Dynamic Consent (DC) is both a model and a specific web-based tool that enables clear, granular communication and recording of participant consent choices over time. The DC model enables individuals to know and to decide how personal research information is being used and provides a way in which to exercise legal rights provided in privacy and data protection law. The DC tool is flexible and responsive, enabling legal and ethical requirements in research data sharing to be met and for online health information to be maintained. DC has been used in rare diseases and genomics, to enable people to control and express their preferences regarding their own data. However, DC has never been explored in relationship to historical collections of bioscientific and genetic heritage or to contexts involving Aboriginal and Torres Strait Islander people (First Peoples of Australia). In response to the growing interest by First Peoples throughout Australia in genetic and genomic research, and the increasing number of invitations from researchers to participate in community health and wellbeing projects, this article examines the legal and ethical attributes and challenges of DC in these contexts. It also explores opportunities for including First Peoples' cultural perspectives, governance, and leadership as a method for defining (or redefining) DC on cultural terms that engage best practice research and data analysis as well as respect for meaningful and longitudinal individual and family participation.
The Strathfieldsaye Estate collection at the University of Melbourne Archives is discussed in relation to recognising, protecting and reclaiming Koori (First Peoples of southeast Australia) heritage. The settler collection includes early 1900s photographs of Koori people within two distinct albumsa family album that includes a series of studio portraits of Koori adults and children, and an album depicting Koori families on Ramahyuck Aboriginal Mission Station. In the past, these albums have been defined by, and limited to, traditional archiving practices excluding Koori interpretation, authorship and social context. Restoring Koori ownership and authorship of intangible heritage plays a large part in consolidating ancestor photographs with Koori perspectives of identity and culture.
This article considers the dynamic relationship between Aboriginal Australia identity, western history and the recuperation of lost ancestral memories. In recent decades many Australian cultural institutions have supported Aboriginal community groups in the revival of Aboriginal languages, songs and stories. The reclamation of heritage from archival collections has helped strengthen Aboriginal claim and control of ancestor histories – especially when significant materials are returned to people of a descendant community and given meaningful social context. Often set in place from these interactions are cultural protocols and ethics formulating future material access, return and usage. Looking more closely at intercultural practices of repatriation, this article relates Aboriginal pathways of ancestral memory restoration (and invention of memory) to living story. In particular, it examines the cultural decision-making of two Australian Aboriginal family groups – Wirlomin Minang (Noongar) families from the Great Southern of Western Australia and Gunai Kurnai (Koorie) families from the Gippsland region of Victoria – who characterize kin reactions to the returned colonial historiography of their shared ancestor Bessy Flowers (c. 1849–95), as well as family grief and shame at her absent memory. The difference between the archival material of photographs and letters that represent Bessy and the ways her Wirlomin Minang and Gunai Kurnai families imagine themselves created context for the mixed-media co-production, No Longer a Wandering Spirit. This article explores how intercultural efforts to strengthen family story might widen circles of knowledge about Aboriginal cultural dislocation, historical exclusion and the ever-present action of resistance and recovery.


(Exercise details):
Return every record verbatim, omitting all pictures.

(Dataset):
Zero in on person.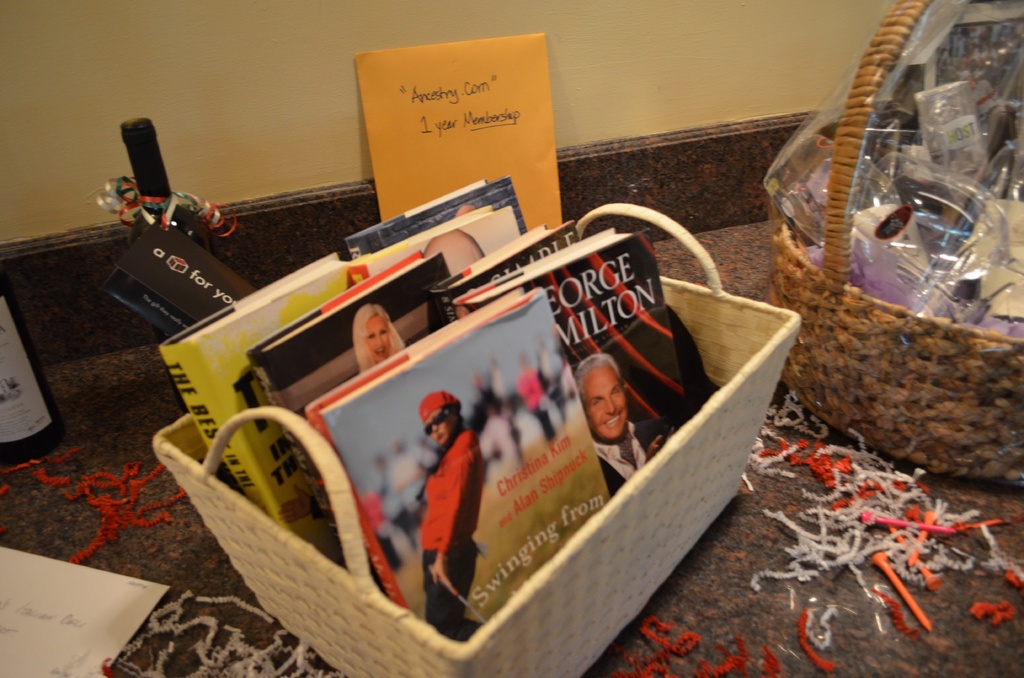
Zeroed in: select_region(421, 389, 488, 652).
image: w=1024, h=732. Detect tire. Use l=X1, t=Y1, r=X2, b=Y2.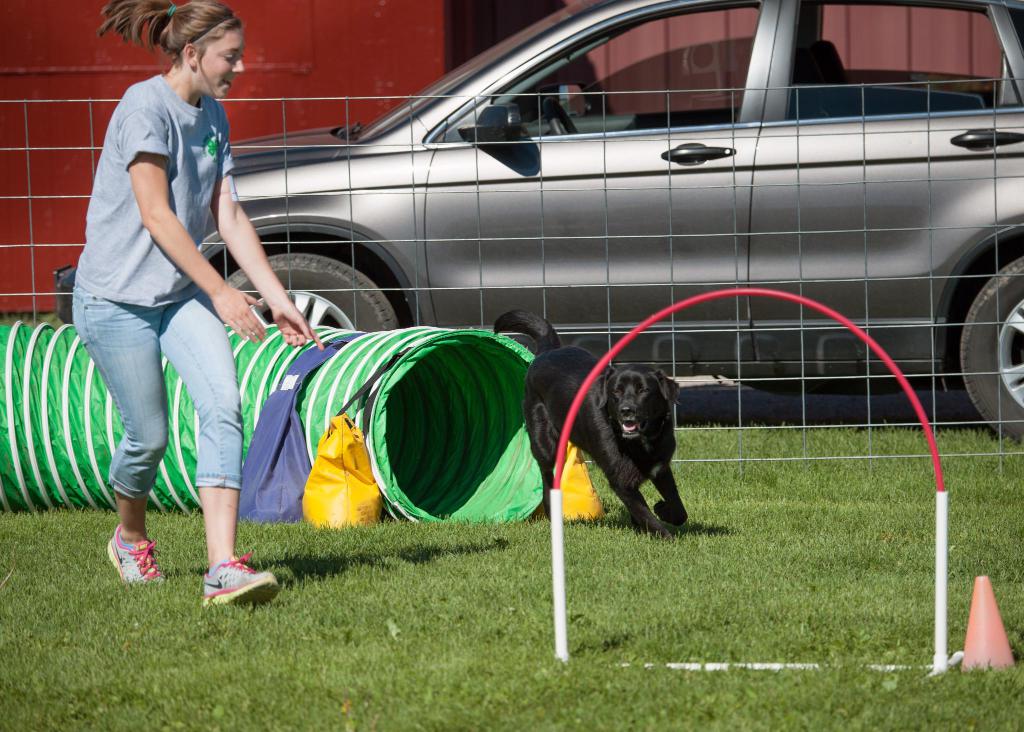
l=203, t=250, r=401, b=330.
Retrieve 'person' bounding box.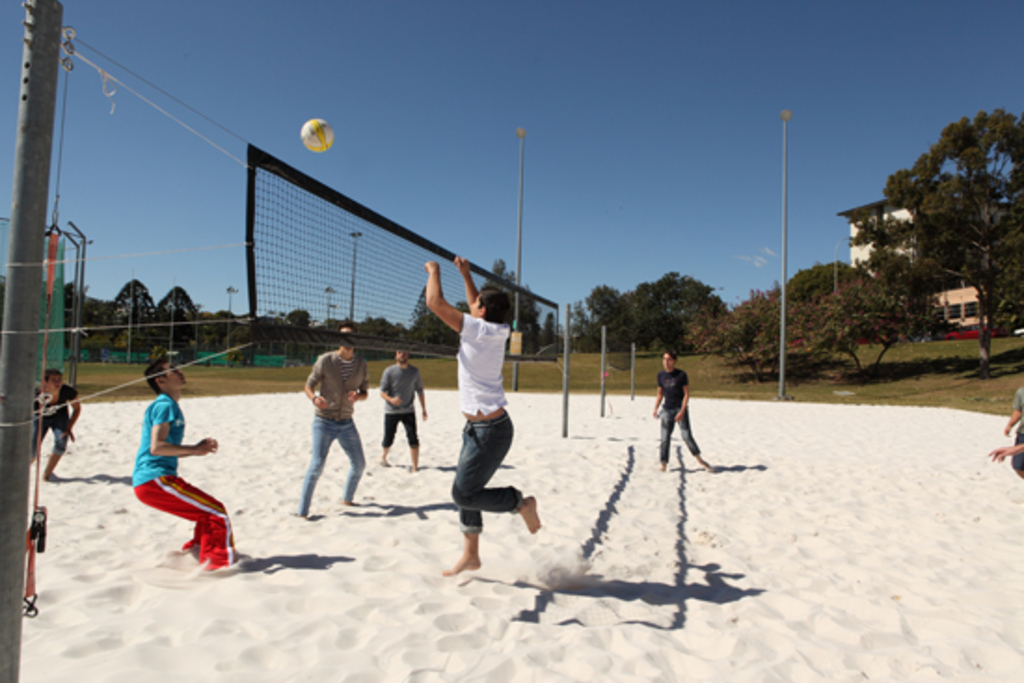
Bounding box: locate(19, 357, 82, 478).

(Written response):
Zero in on person.
Zeroed in: select_region(421, 389, 488, 652).
image: w=1024, h=732. Detect tire. Use l=X1, t=Y1, r=X2, b=Y2.
l=203, t=250, r=401, b=330.
Retrieve 'person' bounding box.
Bounding box: locate(19, 357, 82, 478).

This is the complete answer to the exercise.